For the most part, AI advances are still pretty divorced from stuff like spreadsheets and log files and all these other more quantitative, structured data — including IoT data. It turns out the traditional kinds of data, the kinds of data we’ve always put in databases, has been much harder to crack with AI than consumer applications like image search or simple natural language question answering.

Case in point: I encourage you to try asking Alexa or Siri to clean your data! It’s funny, but not very helpful.

Popular applications of AI haven’t projected back yet to the traditional data industry, but it’s not for lack of trying. Lots of smart people at both universities and companies haven’t been able to crack the nut of traditional record-oriented data integration problems.

Yet, full automation evades the industry. Part of that is because it’s hard for humans to specify what they want out of data upfront. If you could actually say, “Here’s precisely what I’d like you to do with these 700 tables,” and follow up with clear goals, maybe an algorithm could do the task for you. But that’s not actually what happens. Instead, people see 700 tables, wonder what’s in there and start poking around. Only after a lot of poking do they have any clue what they might want to happen to those tables.

The poking around remains creative work because the space of ways to use the data is just so big and the metrics of what success looks like are so varied. You can’t just give the data to optimization algorithms to find the best choice of outcome.

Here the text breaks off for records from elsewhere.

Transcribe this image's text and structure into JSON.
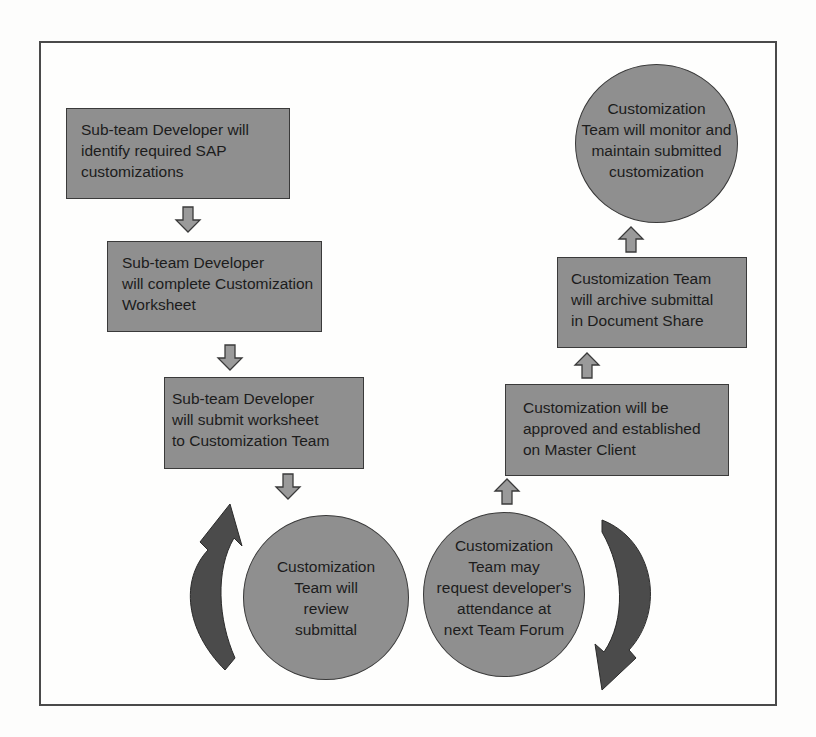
{
  "diagram": {
    "type": "process flowchart",
    "steps": [
      {
        "id": "step1",
        "shape": "rectangle",
        "lines": [
          "Sub-team Developer will",
          "identify required SAP",
          "customizations"
        ]
      },
      {
        "id": "step2",
        "shape": "rectangle",
        "lines": [
          "Sub-team Developer",
          "will complete Customization",
          "Worksheet"
        ]
      },
      {
        "id": "step3",
        "shape": "rectangle",
        "lines": [
          "Sub-team Developer",
          "will submit worksheet",
          "to Customization Team"
        ]
      },
      {
        "id": "step4",
        "shape": "circle",
        "lines": [
          "Customization",
          "Team will",
          "review",
          "submittal"
        ]
      },
      {
        "id": "step5",
        "shape": "circle",
        "lines": [
          "Customization",
          "Team may",
          "request developer's",
          "attendance at",
          "next Team Forum"
        ]
      },
      {
        "id": "step6",
        "shape": "rectangle",
        "lines": [
          "Customization will be",
          "approved and established",
          "on Master Client"
        ]
      },
      {
        "id": "step7",
        "shape": "rectangle",
        "lines": [
          "Customization Team",
          "will archive submittal",
          "in Document Share"
        ]
      },
      {
        "id": "step8",
        "shape": "circle",
        "lines": [
          "Customization",
          "Team will monitor and",
          "maintain submitted",
          "customization"
        ]
      }
    ],
    "arrows": [
      {
        "from": "step1",
        "to": "step2",
        "direction": "down"
      },
      {
        "from": "step2",
        "to": "step3",
        "direction": "down"
      },
      {
        "from": "step3",
        "to": "step4",
        "direction": "down"
      },
      {
        "from": "step5",
        "to": "step6",
        "direction": "up"
      },
      {
        "from": "step6",
        "to": "step7",
        "direction": "up"
      },
      {
        "from": "step7",
        "to": "step8",
        "direction": "up"
      },
      {
        "id": "loop-left",
        "type": "curved",
        "direction": "clockwise-up"
      },
      {
        "id": "loop-right",
        "type": "curved",
        "direction": "clockwise-down"
      }
    ],
    "colors": {
      "shape_fill": "#8f8f8f",
      "shape_border": "#3a3a3a",
      "loop_arrow": "#4b4b4b",
      "small_arrow": "#9a9a9a"
    }
  }
}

Rather than waiting for full automation from AI, humans should get as much help as they can from AI, but actually retain some agency and identify what is or isn’t useful, then steer the next steps in a certain direction. That requires visualization and a bunch of feedback from the AI.

Understanding the impact of data and controlling data spread

One place AI has really shined, though, is in content recommendation. It turns out that computers are frighteningly effective at targeting and disseminating content. And oh boy, did we underestimate the incentives and impacts around that aspect of data and AI.

Back then, the ethical concerns we had around data and its uses in AI were mostly around privacy. I remember big debates about whether the public library should have digital records of the books you reserve. Similarly, there were controversies over grocery loyalty card programs. Shoppers didn’t want grocery chains to keep track of what food they bought when and target them for accompanying items.

That mentality has largely changed. Today, teenagers share more radically more personal information on social media than the brand of food they purchase.

While I wouldn’t say that digital privacy is in a good state, it is arguably not the worst of our data problems today. There are issues such as state-funded actors trying to introduce mayhem into our social discourse — using data. Twenty years ago, very few people saw this stuff coming our way. I don’t think there was a great sense of the ethical questions of what could go wrong.

This leads to what’s next, and even currently in process, in the evolution of our uses of data. What becomes the role of governments and of well-meaning legislation? Without predicting all the ways tools will be used, it’s hard to know how to govern and restrict them intelligently. Today, we are in a state where it seems like we need to figure out the controls or incentives around data and the way it is promulgated, but the tech is shifting faster than society is able to figure out risks and protections. It’s unsettling, to say the least.

So, were the predictions spot-on?

As a professor, I’d award it a passing grade, but not an A. There is substantially more data available to us with more uses than we probably ever could have imagined. That’s led to incredible advances in AI and machine learning along with analytics, but on many tasks, we’re still just scratching the surface, while on others we’re reaping the whirlwind. I am fascinated to see what the next 10 to 20 years will bring and look back on these issues again.